Judicial Advocacy

Top Kentucky court strikes down law on medical review panels

. 4 MIN READ
By
Tanya Albert Henry , Contributing News Writer

Kentucky physicians will continue to face meritless lawsuits thanks to a recent commonwealth high court ruling.

The Supreme Court of Kentucky has struck down a 2017 state law that created a medical review panel, a group of experts who were to evaluate medical liability claims to ensure they had merit before a plaintiff filed a lawsuit against a health care provider.

The Litigation Center of the American Medical Association and State Medical Societies and the Kentucky Medical Association (KMA) filed an amicus brief that urged the Kentucky Supreme Court to keep the law intact after a patient seeking to file a claim challenged the law shortly after it was passed. The Litigation Center also helped offset the expenses the KMA incurred in the trial court.

KMA leaders said they were “extremely disappointed” in the ruling in Commonwealth of Kentucky v. Claycomb.

“Kentucky now remains one of the few states in the country with no meaningful tort reform, including medical liability reform, making our system more susceptible to higher costs and frivolous lawsuits,” the KMA said in a statement after the ruling.

Implementation of medical review panels dates back to 1975, when Indiana began using them to weed out frivolous lawsuits before physicians and the health care system had to spend money to defend meritless claims. More than a dozen states now have laws that require some form of a medical review panel that must give an OK before a medical liability lawsuit is filed, according to the National Conference of State Legislatures.

Seeing the need for tort reform, KMA leaders were among those who worked with legislative leaders and legal experts to help pass a law that was fair and could survive a constitutional challenge.

“Despite this work, the court has chosen to uphold the status quo that discourages physician recruitment, inhibits access to quality health care and increases patient costs, while also ensuring that the litigation process for those who have justifiable claims will remain long and complicated,” KMA leaders said.

How the high court saw it

In its unanimous ruling, justices from Kentucky’s highest court said that the Medical Review Panel Act (MRPA) delays access to the courts, violating Kentucky’s constitution.
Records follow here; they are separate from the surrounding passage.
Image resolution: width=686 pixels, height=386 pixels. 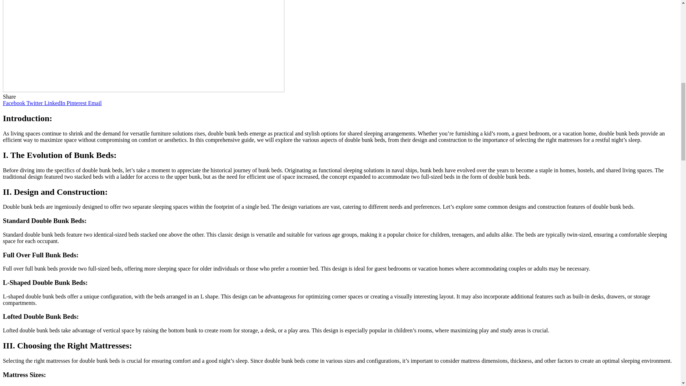 What do you see at coordinates (35, 103) in the screenshot?
I see `Twitter` at bounding box center [35, 103].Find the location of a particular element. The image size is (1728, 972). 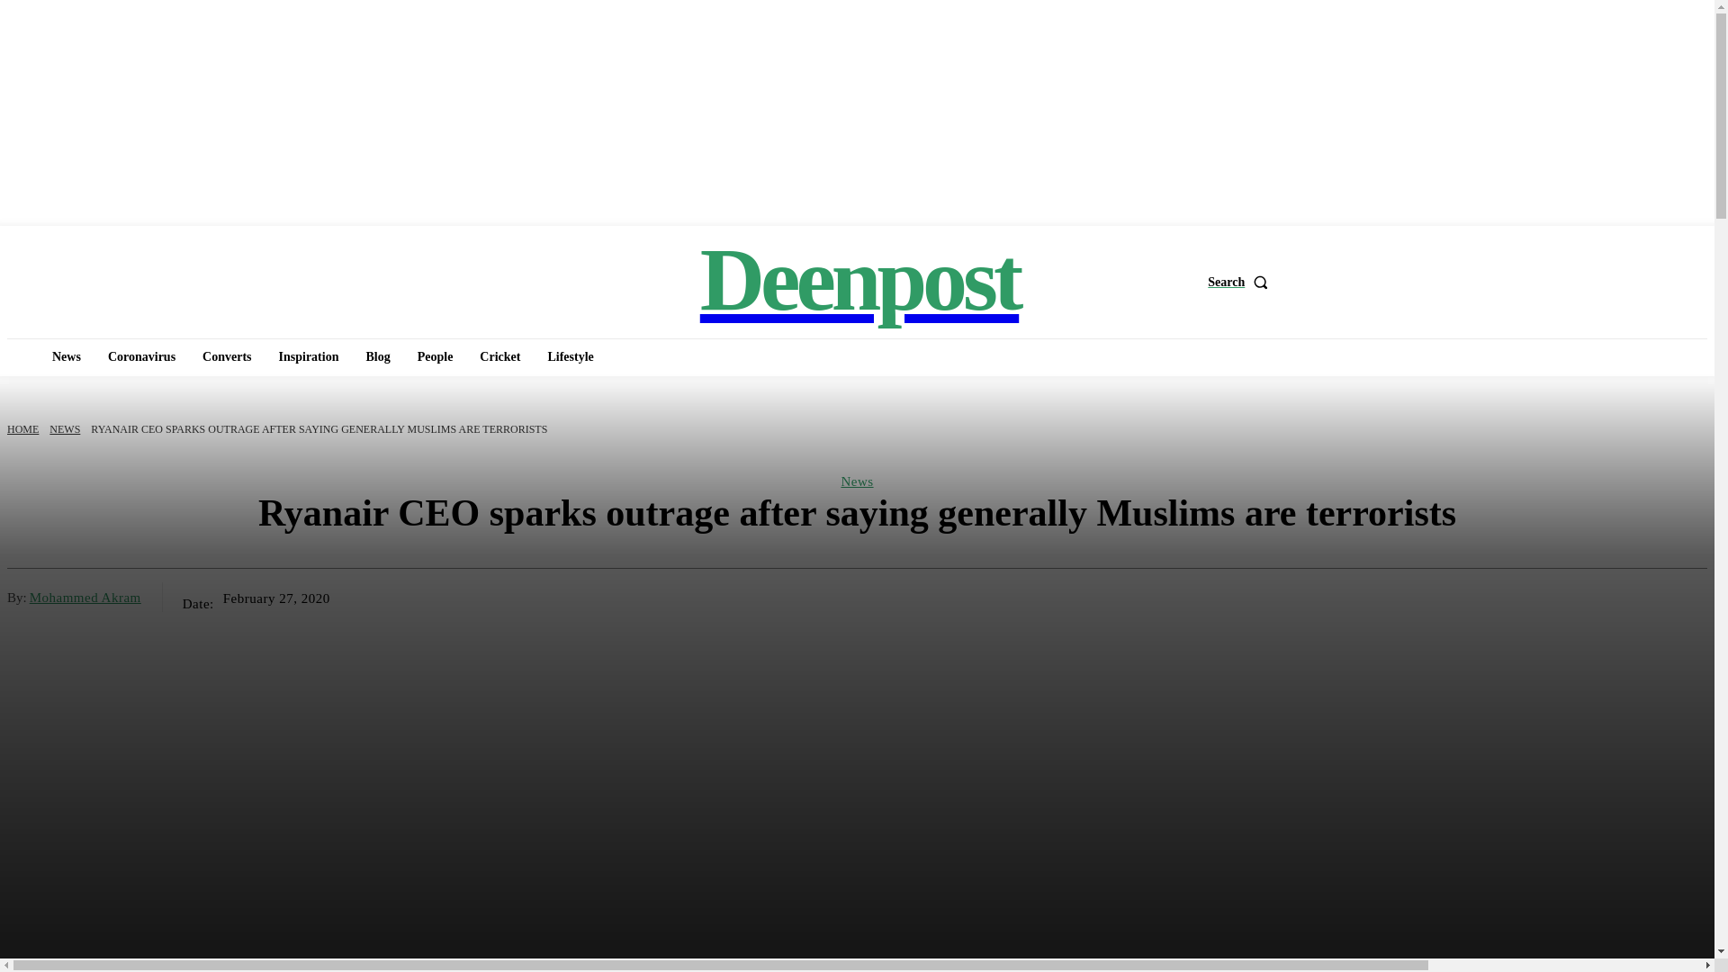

Kentucky lawmakers established a system that would have prevented malpractice and malpractice-related claims against a health care provider from being filed in court until the complaint had been put before a medical review panel and that body gave its opinion on the merits.

If the panel didn’t give an opinion within nine months of being asked to give one, the law allowed the plaintiff to go forward with the lawsuit without the panel’s decision. Also, “claims validly agreed for submission to a binding arbitration procedure” would not have to go through the panel.

But the court said that language restricts an individual’s right to “remedy by due course of law, and right and justice administered without delay from and open court system.”

“It is as though no ‘course of law’ is taking place whatsoever,” the justices wrote in their opinion. “No ‘right and justice’ is being ‘administered’ at all. And not only have the courts become closed, in contravention of the mandate that they ‘shall be open,’ but seemingly every dispute-resolution process for malpractice claims has been closed, unless all parties agree to arbitrate or bypass the panel process.”

Could reworked law pass muster?

While all the justices agreed with that the 2017 law was unconstitutional, several judges disagreed with the reasoning in the majority opinion that “any delay to bringing a personal injury or wrongful death action is unconstitutional.”

Three justices concluded that they “were not so convinced that the framers intended the General Assembly to be so restricted from placing otherwise constitutionally sound processes for litigants to gain access to the courts.” They said they could not say “any measure the legislature may create to impose procedural steps prior to the bringing of an action … would always be unconstitutional.”